On this day, we spent about 6 hours exploring the swamp and it held many wonders for us. Migrating warblers and vireos flitted through the park, often coming quite close, and we frequently heard the wild cry of the Pileated Woodpecker, a bird that is in my mind the perfect ambassador to a place like the Congaree. During our sojourn, we were also lucky enough to spot two Barred Owls. Perhaps the biggest surprise, though, was the small herd of wild boars we startled (the startling was mutual, believe me) as we hiked through one of the more remote areas of the park.

Between the massive trees, the clumps of Spanish moss hanging everywhere, and the overwhelming primal feel of the place, I felt like we’d traveled back in time, and I couldn’t help wondering what it must’ve been like before our ancestors tore through here like a pack of Tasmanian devils, chopping down trees and draining swamps like there was an endless supply of both.


All I can say is I am so glad that the National Park Service exists. It is arguable that it was too little too late, and that in the grand scheme of things, the NPS protects a mere shred of the natural beauty that once adorned this country.
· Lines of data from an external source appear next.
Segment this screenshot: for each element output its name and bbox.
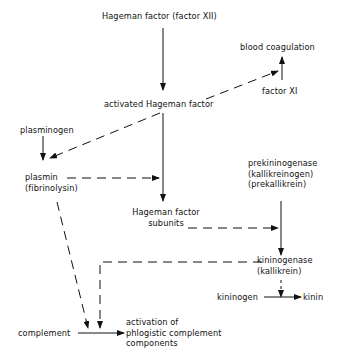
node-prekininogenase: prekininogenase (kallikreinogen) (prekal…: [248, 158, 317, 190]
node-kininogen: kininogen: [217, 292, 258, 303]
activation-line1: activation of: [126, 317, 222, 328]
node-plasminogen: plasminogen: [20, 125, 74, 136]
prekininogenase-line3: (prekallikrein): [248, 179, 317, 190]
node-activation: activation of phlogistic complement comp…: [126, 317, 222, 349]
node-kinin: kinin: [303, 292, 323, 303]
node-complement: complement: [18, 328, 70, 339]
node-kininogenase: kininogenase (kallikrein): [257, 255, 313, 276]
node-factor-xi: factor XI: [262, 86, 298, 97]
node-activated-hageman: activated Hageman factor: [104, 99, 214, 110]
hf-subunits-line1: Hageman factor: [124, 207, 208, 218]
node-hageman-factor: Hageman factor (factor XII): [102, 11, 217, 22]
arrow-activated-to-plasmin: [50, 113, 160, 158]
node-blood-coagulation: blood coagulation: [240, 42, 315, 53]
activation-line2: phlogistic complement: [126, 328, 222, 339]
plasmin-line2: (fibrinolysin): [25, 183, 78, 194]
node-plasmin: plasmin (fibrinolysin): [25, 172, 78, 193]
node-hf-subunits: Hageman factor subunits: [124, 207, 208, 228]
activation-line3: components: [126, 338, 222, 349]
prekininogenase-line2: (kallikreinogen): [248, 169, 317, 180]
kininogenase-line2: (kallikrein): [257, 266, 313, 277]
hf-subunits-line2: subunits: [124, 218, 208, 229]
prekininogenase-line1: prekininogenase: [248, 158, 317, 169]
diagram-canvas: Hageman factor (factor XII) blood coagul…: [0, 0, 337, 362]
plasmin-line1: plasmin: [25, 172, 78, 183]
arrow-plasmin-to-complement: [57, 202, 88, 328]
kininogenase-line1: kininogenase: [257, 255, 313, 266]
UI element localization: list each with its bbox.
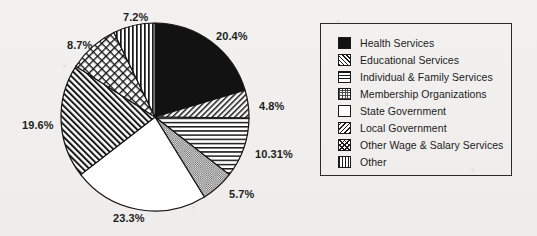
legend-list: Health ServicesEducational ServicesIndiv… xyxy=(338,35,503,169)
legend-item: Other Wage & Salary Services xyxy=(338,137,503,152)
legend-swatch-icon xyxy=(338,139,351,151)
pie-percentage-label: 8.7% xyxy=(67,39,92,51)
legend-item: Individual & Family Services xyxy=(338,69,503,84)
pie-percentage-label: 10.31% xyxy=(255,148,293,160)
legend-swatch-icon xyxy=(338,54,351,66)
legend-swatch-icon xyxy=(338,37,351,49)
legend-item: State Government xyxy=(338,103,503,118)
legend-item-label: Educational Services xyxy=(360,54,459,66)
pie-percentage-label: 4.8% xyxy=(259,100,284,112)
legend-item-label: Individual & Family Services xyxy=(360,71,493,83)
legend-item: Educational Services xyxy=(338,52,503,67)
legend-item-label: Other xyxy=(360,156,387,168)
legend-swatch-icon xyxy=(338,88,351,100)
pie-percentage-label: 20.4% xyxy=(216,30,248,42)
pie-percentage-label: 19.6% xyxy=(22,119,54,131)
pie-percentage-label: 7.2% xyxy=(123,11,148,23)
legend-swatch-icon xyxy=(338,105,351,117)
legend-item: Health Services xyxy=(338,35,503,50)
pie-percentage-label: 5.7% xyxy=(229,188,254,200)
legend-item: Local Government xyxy=(338,120,503,135)
legend-item-label: Other Wage & Salary Services xyxy=(360,139,503,151)
legend-swatch-icon xyxy=(338,156,351,168)
legend-item-label: State Government xyxy=(360,105,446,117)
legend-item: Membership Organizations xyxy=(338,86,503,101)
legend-box: Health ServicesEducational ServicesIndiv… xyxy=(320,23,512,176)
legend-swatch-icon xyxy=(338,71,351,83)
legend-item-label: Health Services xyxy=(360,37,434,49)
legend-item-label: Membership Organizations xyxy=(360,88,487,100)
pie-slices xyxy=(61,23,249,211)
legend-swatch-icon xyxy=(338,122,351,134)
pie-percentage-label: 23.3% xyxy=(113,212,145,224)
legend-item: Other xyxy=(338,154,503,169)
legend-item-label: Local Government xyxy=(360,122,447,134)
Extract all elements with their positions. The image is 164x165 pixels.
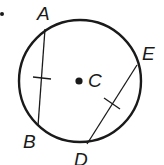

But if it weren’t for places like the Congaree, it would be so much harder to drive through the South today and see how suburban sprawl eats up more and more land. I think of my trip to the Congaree like a pilgrimage. I return to the city renewed inside, for a little while at least.

still here

I am still alive. Hard to believe it’s been almost a month since last post. But in that time I have been consumed with the home buying process, moving, and all the associated time-sucking activities. I figure it will be a few more weeks before I am back to semi-regular ruminations. Hope you all are well.

corroded contact points

Sometimes we disappoint ourselves, in either the short or the long term. Sometimes both. Not much has left my head lately and traveled to the page. Other life things have taken precedence. Which is fine, but I’m getting anxious for them to be resolved. As refuge, I’ve taken to the woods when spare time presents itself. Many of the birds have finished breeding already, and fledglings are out and about: rambunctious teenage woodpeckers, even tinier than usual chickadees, not-as-wary young catbirds. A couple of weeks ago I saw a female Wood Duck with 12 fuzzy little ducklings following her en masse. At the same time and place, I saw two adult Bald Eagles. These birds are truly majestic, so much so that perhaps our country doesn’t always live up to the pure ideals that they have come to represent.

Meanwhile, change looms ahead and I suppose when the transition completes, I will remain the same. But perhaps not. Certainly the opportunity to learn new things will follow. Certainly the chance to reorder and rearrange my life will dangle in front of me once again. And armed with a little steel wool, I can clean the corrosion off of these contact points in my head. Perhaps then the clarity I seek will reach its target.